> On Jul 28, 2022, at 18:49, Bryn Llewellyn <bryn@yugabyte.com> wrote:
> It's this that surprises me. And it's this, and only this, that I'm asking about: might _just_ this be a fixable bug?
It might be surprising, but it's not a bug. You can demonstrate it with a very small test case:
CREATE FUNCTION f() RETURNS VOID AS $$
DECLARE
x int not null := 0;
BEGIN
x := y;
END;
$$ language plpgsql;
But gets an error on execution:
xof=# SELECT f();
ERROR: column "y" does not exist
LINE 1: x := y
^
QUERY: x := y
CONTEXT: PL/pgSQL function f() line 5 at assignment
The clue is that it is complaining about a missing "column." Assignment in PL/pgSQL is essentially syntactic sugar
arounda SELECT ... INTO. The assignment there is processed pretty much as if it were written:
SELECT y INTO x;
Note, however, that this does *not* compile:
CREATE OR REPLACE FUNCTION f() RETURNS VOID AS $$
DECLARE
x int not null := 0;
BEGIN
y := x;
END;
$$ language plpgsql;
ERROR: "y" is not a known variable
LINE 5: y := x;
Unquestionably, this is surprising! The reasons, such as they are, are based in how PL/pgSQL processes SQL statements.
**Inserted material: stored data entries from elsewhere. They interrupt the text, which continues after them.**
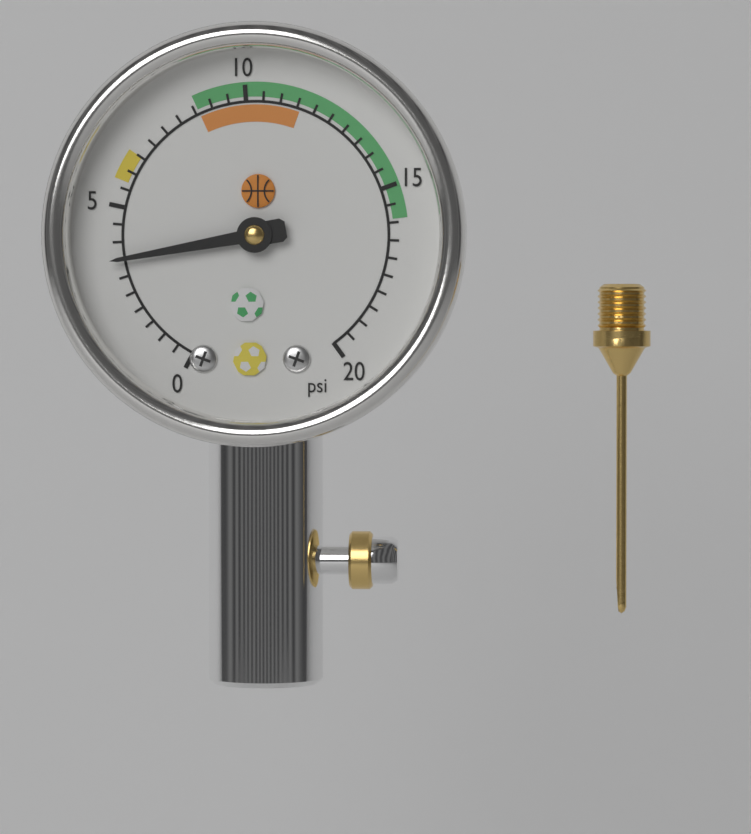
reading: 3.5 psi
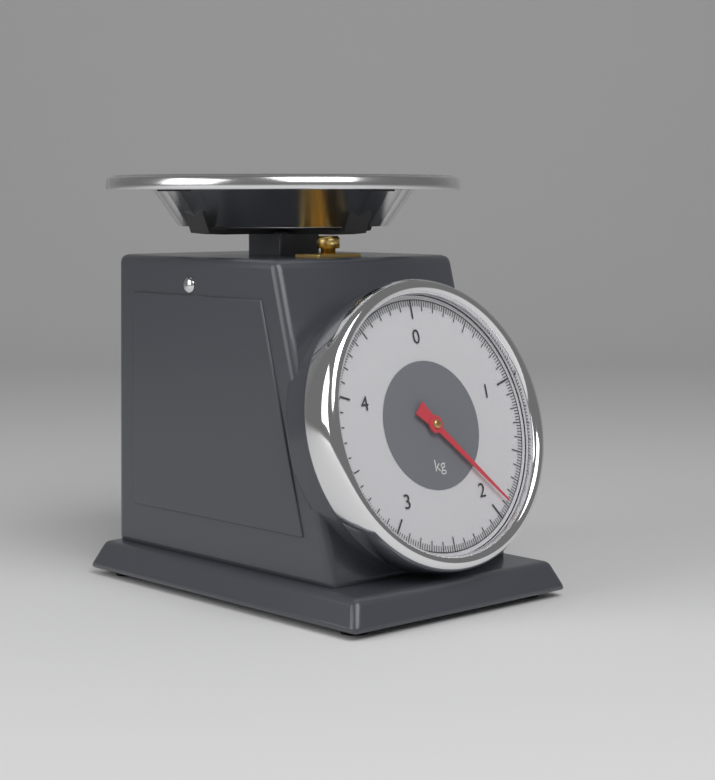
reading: 1.88 kg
(For example, if you look at the grammar, it literally takes "SELECT x INTO y;" turns it into "SELECT x ;", and
passesthat to the SPI. This has the virtue that it doesn't have to have a complete PostgreSQL SQL grammar replicated
init (what a nightmare), but it does result in some of the implementation poking through.